Commonwealth Journal

Local News

November 1, 2012

Current city hall will give way to new facility

Somerset —  

Days are numbered for a Somerset landmark at 400 East Mt. Vernon Street.
The building that houses Somerset City Hall, nerve center for city government since 1951, will be razed and a parking lot paved in its space when the city’s new energy hub is completed a couple of years down the road.
The United States Department of Agriculture’s Community Facilities Program has approved an $8.5 million loan to build a new computerized energy center and city hall across the street from the existing city hall. Bids to construct the energy center will be advertised next spring and converting the existing city hall space into a parking lot is part of the project.
Somerset City Hall wasn’t a governmental building at the start and doesn’t really look like a city hall. Inside, offices are cramped along narrow corridors.
Nominated in the past for the National Register of Historic Places, the Art Deco-style building was constructed for an automotive repair shop in 1930 by  W.C. “Leggs” Norfleet who was mayor of Somerset between 1922 and 1946. Norfleet was a very tall man with long legs, thus the nickname “Leggs.”
The nomination form for the historic places designation points out that the one-story building features an exterior of glazed yellow brick with concrete capping at the roofline. The central bay of the building displays a prominent rectangular tower with angular streamlined brick-work. Inset into the tower are bands of structural glass.
Since the structure’s conversion into city offices, the building has been altered with new doors, a fixed metal canopy and remodeled interior, the nomination form noted. A rear section of the building served as a city jail back when city courts existed, and the east end was a fire department until the main station was built on South Central Avenue.
Clarence Love, retired Somerset city clerk, recalls that Norfleet later used the building as a Studebaker garage and Shell service station. The building was converted into city hall during the administration of Mayor A.A. Offutt.
Offutt, a very popular but crusty “what you see is what you get” type of mayor, owned an insurance agency and served as a part-time mayor for a total of about 20 years. He insisted being mayor of Somerset was not a full-time job, and it probably wasn’t at the time.
A “Hello, how are you?” greeting often triggered an Offutt grin and wry response: “And why do you care, you’re not a doctor.” He loathed dull meetings and long-winded speakers, often getting up and walking out without apology.
Love was city clerk for 29 years, from 1955 to 1984. His wife, Mabel, a 20-year city employee, was city assessor and manager of the Sewer Department.
Members of Somerset City Council who approved the conversion of the building into a city hall sound like a who’s who of early Somerset: Varna Holt, Otis Chaney, Chester Copeland, Dr. A.A. Weddle, W.H. Cundiff, Roy E. Greene, Ira Bogle, Bob Muse, Victor Sams, G.W. Rowbottom, Ed Bugg and Clyde H. Ping.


_Work instructions:_
Using the entries that follow, write out the line containing "You are a GUI", the line containing "This screenshot has height=487, width=1001.", and every line between them, exactly and nothing else.

_Input for this task:_

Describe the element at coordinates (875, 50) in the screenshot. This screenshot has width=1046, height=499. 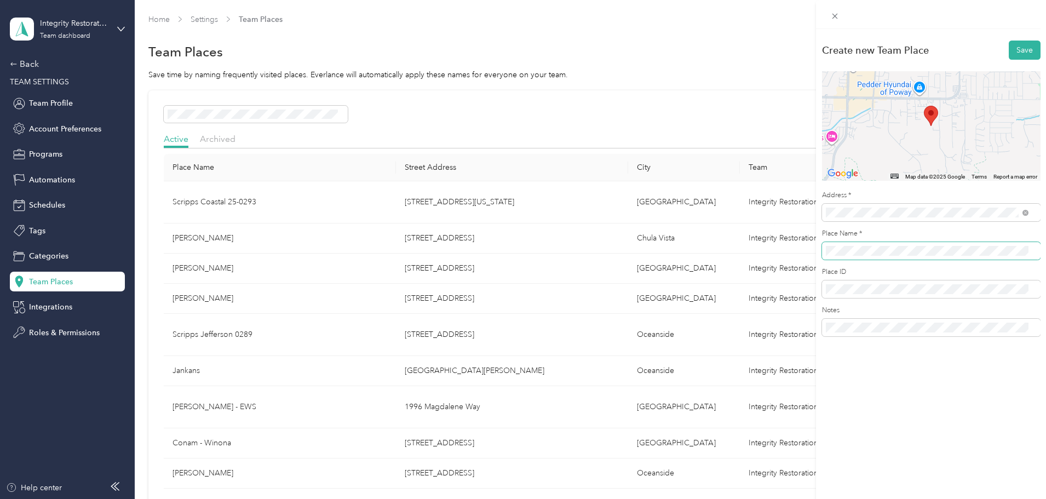
I see `div: Create new Team Place` at that location.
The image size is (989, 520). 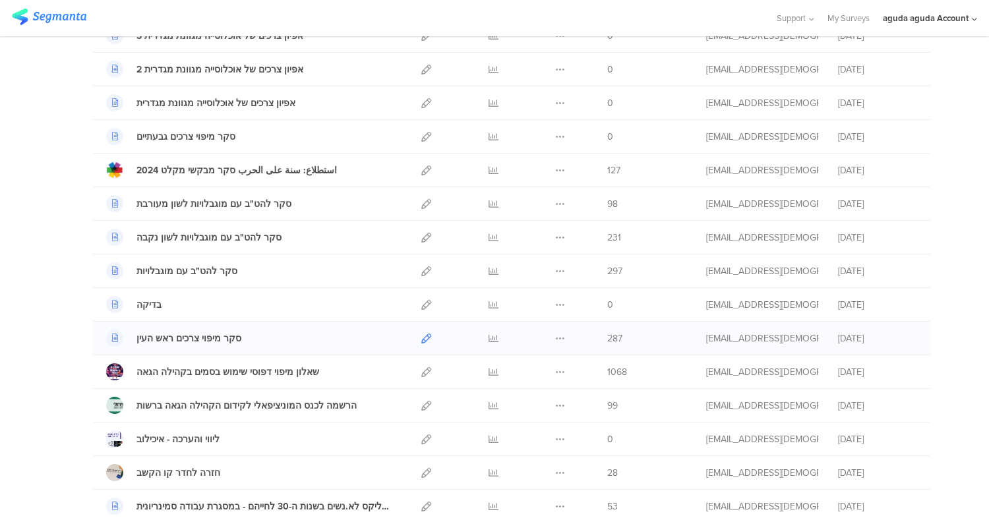 What do you see at coordinates (212, 372) in the screenshot?
I see `a: שאלון מיפוי דפוסי שימוש בסמים בקהילה הגאה` at bounding box center [212, 372].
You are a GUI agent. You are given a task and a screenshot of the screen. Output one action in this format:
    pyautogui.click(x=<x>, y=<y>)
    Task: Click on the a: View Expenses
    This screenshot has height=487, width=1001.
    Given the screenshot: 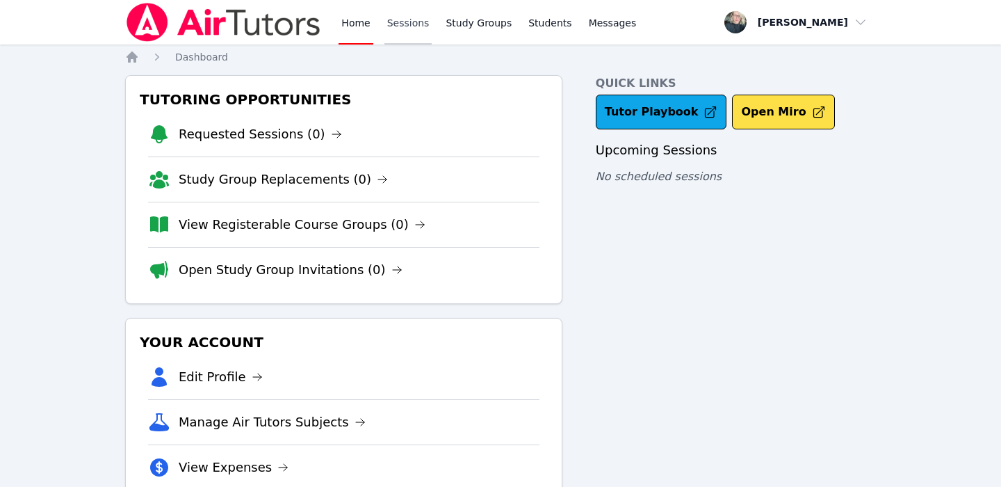 What is the action you would take?
    pyautogui.click(x=234, y=467)
    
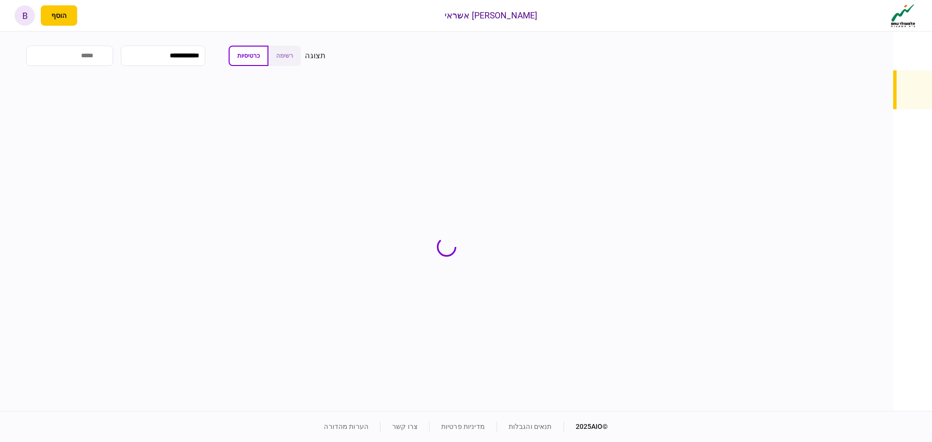 This screenshot has height=442, width=932. What do you see at coordinates (903, 16) in the screenshot?
I see `img: client company logo` at bounding box center [903, 16].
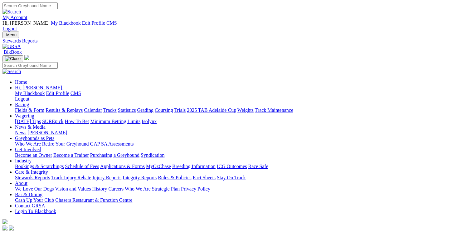 Image resolution: width=472 pixels, height=233 pixels. I want to click on a: Racing, so click(22, 104).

_Reply to the exercise:_
You are a GUI agent. You are given a task and a screenshot of the screen. Output one action in this format:
    pyautogui.click(x=<x>, y=<y>)
    Task: Click on the a: View Expenses
    This screenshot has height=487, width=1001.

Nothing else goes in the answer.